Contrary to the continued assertions of mining analysts, current metal prices are actually a return to sustainable price levels following an extended period of artificially depressed prices. While analysts are wary of straying too far from the comfort zone of historic averages, the mining companies by their actions are taking a far more realistic view.

There are three underlying reasons for the analysts' errors.

1) Research shows that analysts' short-term metal price forecasts since the beginning of 2005 have been significantly adrift of where prices have actually settled, by anywhere between 20% and 200%. The result? Most mines and mining companies have been materially undervalued.

2) More often than not, significant premiums have been paid over market prices. Over US$100 billion have been spent on the recent takeovers of Falconbridge, Inco, Phelps-Dodge and Alcan, as the key players fight it out for control of low-cost production across the globe.

3) Research shows mining companies that have pursued growth through acquisitions have consistently outperformed those that have chosen to grow organically.
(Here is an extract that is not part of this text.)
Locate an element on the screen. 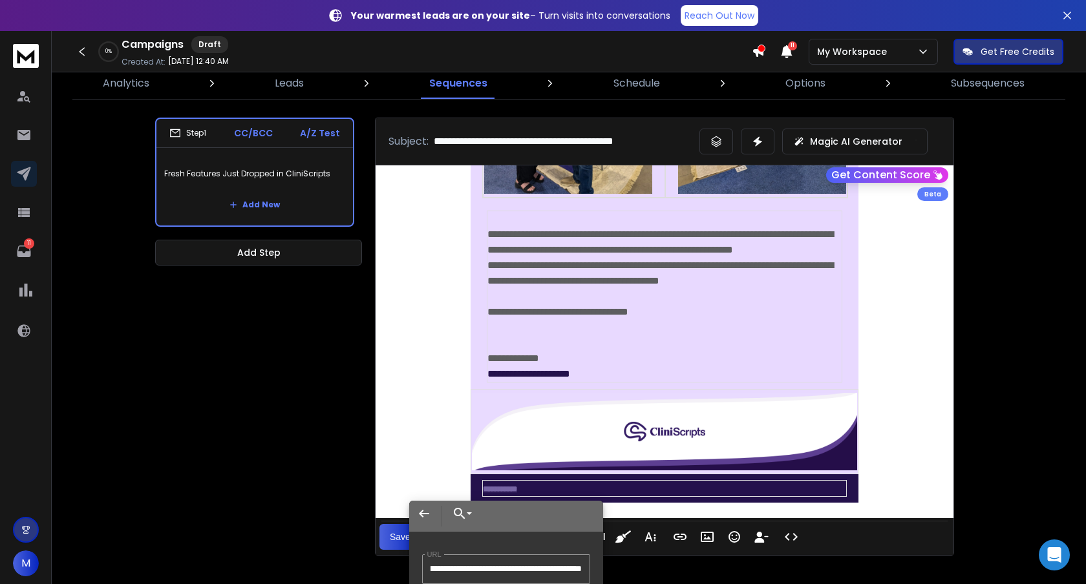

The Ernst & Young team studied metal prices over more than a century, highlighting a number of periods that have been interpreted as cycles in the mining industry. The study shows that specific reasons were behind most of these cycles, which are unlikely to be repeated in the near future. For example, weak prices in the 1990s resulted from a collapse of the Soviet Union, triggering the release of 50 years of accumulated stockpiles of minerals alongside a sharp reduction in domestic demand in the CIS. Layered on top of traditionally recognized economic cycles are major developments such as the industrial revolution, the rise of the U.S. economy, the Cold War, the collapse of communism, and, now, the industrialization of China and other emerging markets.